Published online by Cambridge University Press: 12 December 2024
Dr William Hunter (1718–83), physician, anatomist and male-midwife, was born in Lanarkshire in Scotland, educated at the University of Glasgow where he was taught by, among others, the moral philosopher Francis Hutcheson. Without graduating, Hunter was apprenticed to William Cullen in the latter's Hamilton medical practice. Hunter attended Alexander Monro's lectures on anatomy in 1739, after which point he emigrated to London in 1740 to study midwifery with William Smellie. In Paris in September 1743, Hunter attended the anatomy lectures of Antoine Ferrein, the recently appointed Professor of Medicine and Surgery with whom Goldsmith intended to study when he travelled to Paris in 1754 (see Letter 4 above). Hunter returned to London by the summer of 1744, where he regularly lectured for the rest of his life. In 1754, Hunter became a member of the Society of London Physicians. In 1761, he became midwife to Queen Charlotte for the birth of her son in August 1762, after which point he became physician extraordinary to the Queen, attending upon all her pregnancies. He was elected Professor of Anatomy at the Royal Academy of Arts upon its foundation by the King in December 1768. Hunter was a Whig in politics, and a friend to Horace Walpole, who viewed his association with the royal family with some scepticism. Polite and socially capable, Hunter was friendly also with Henry Fielding, Hester Thrale, David Hume and, it would seem from this correspondence, with Goldsmith.

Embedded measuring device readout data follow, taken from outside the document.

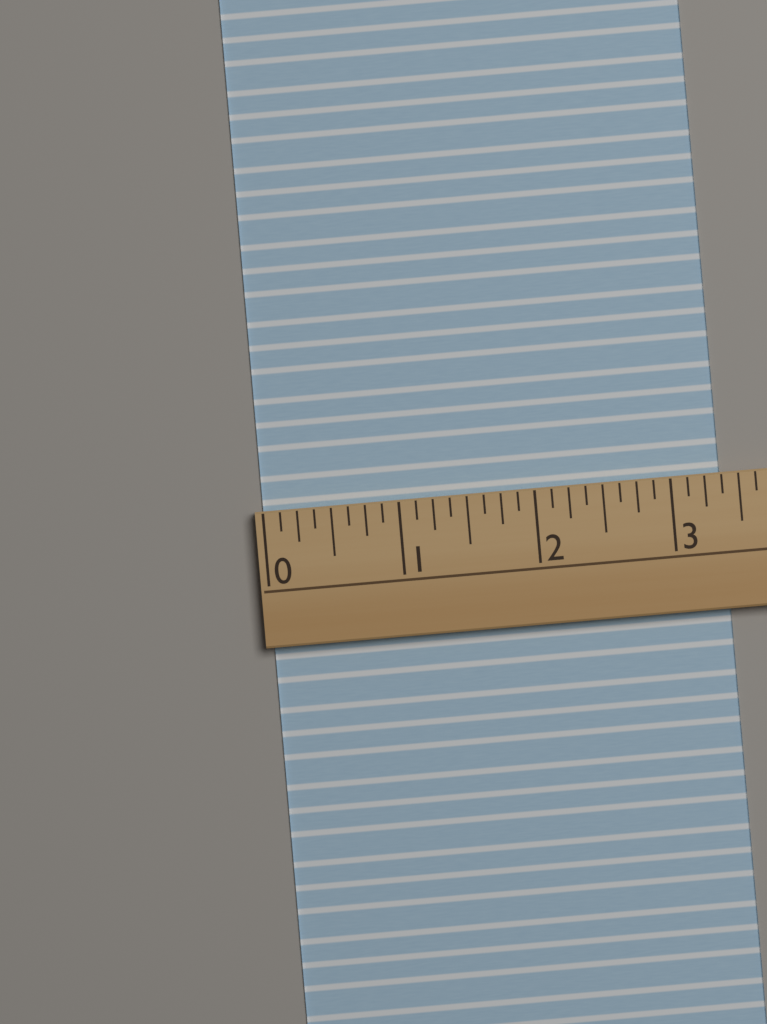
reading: 3.375 (no unit)
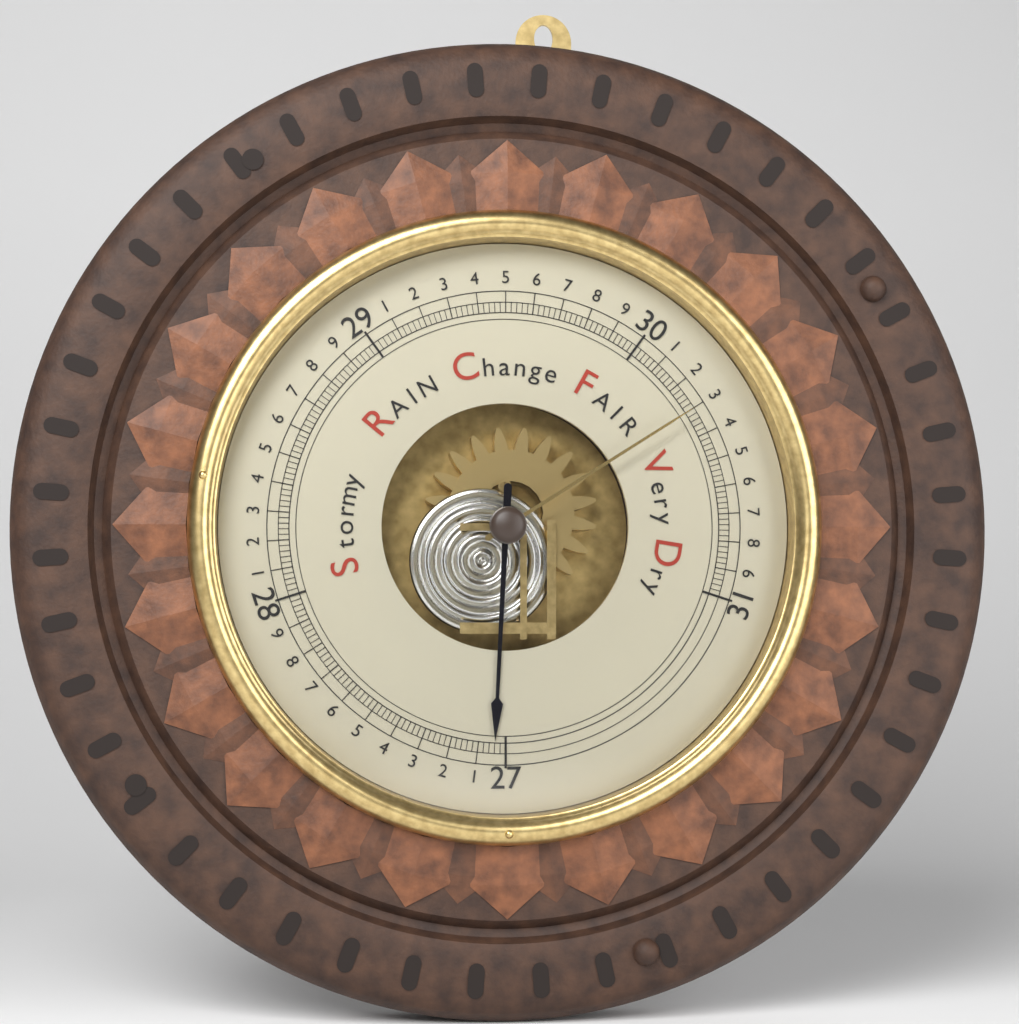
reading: 27.04 inHg
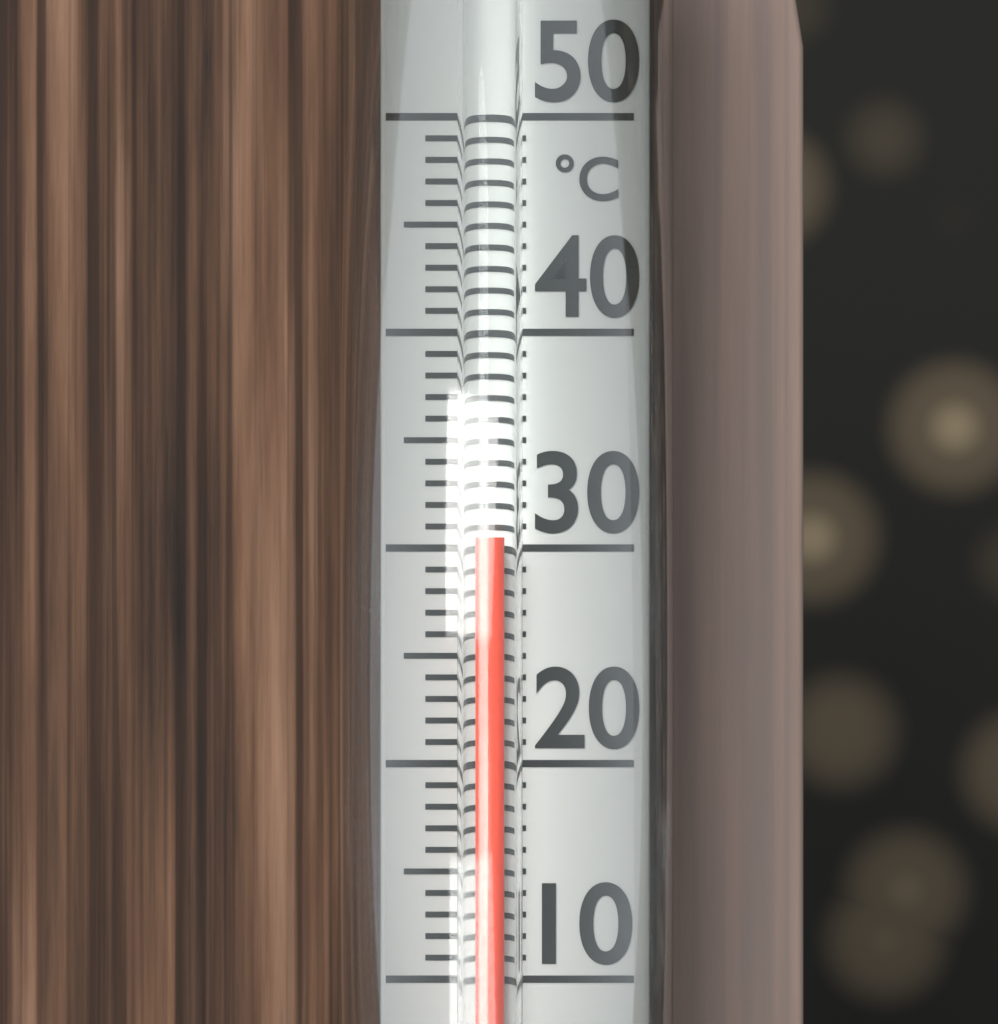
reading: 30.5 °C
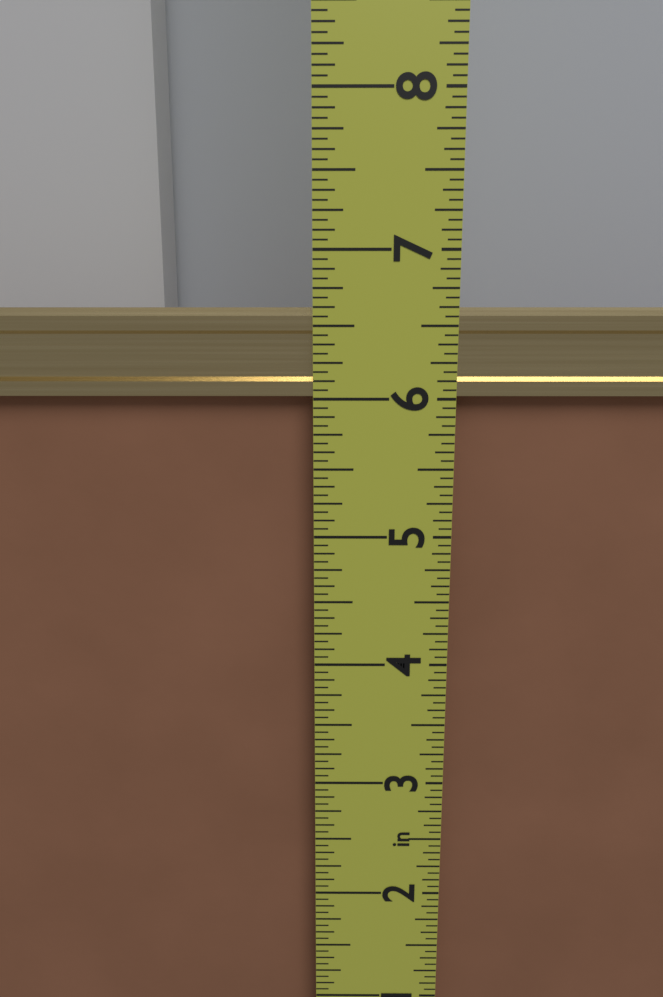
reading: 6.6250 in
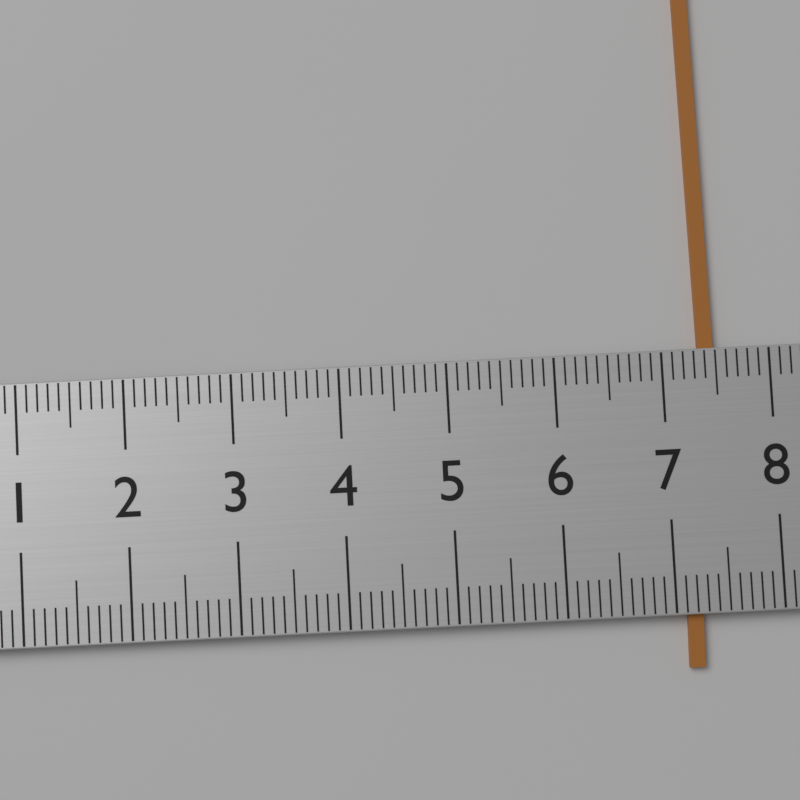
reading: 7.5 (no unit)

Goldsmith cites Hunter's writing on bones found near the River Ohio in America in his History of the Earth, and Animated Nature (1774).
In this letter, Goldsmith writes in support of his nephew William, son of Daniel Hodson and Goldsmith's sister Catherine. In the letter following, Goldsmith writes to Hodson – a rare familial letter by this point in his life – to report William's safe arrival in London. That letter to Hodson also provides the conjectural date for this one.
The copy-text is the manuscript in the Royal College of Surgeons in England. It was first published by Balderston in 1928.
Dear Sir,
The young gentleman who carries this is my nephew. He has been liberally bred and has read something of physic and surgery, but desires to take the shortest and best method of being made more perfect in those studies.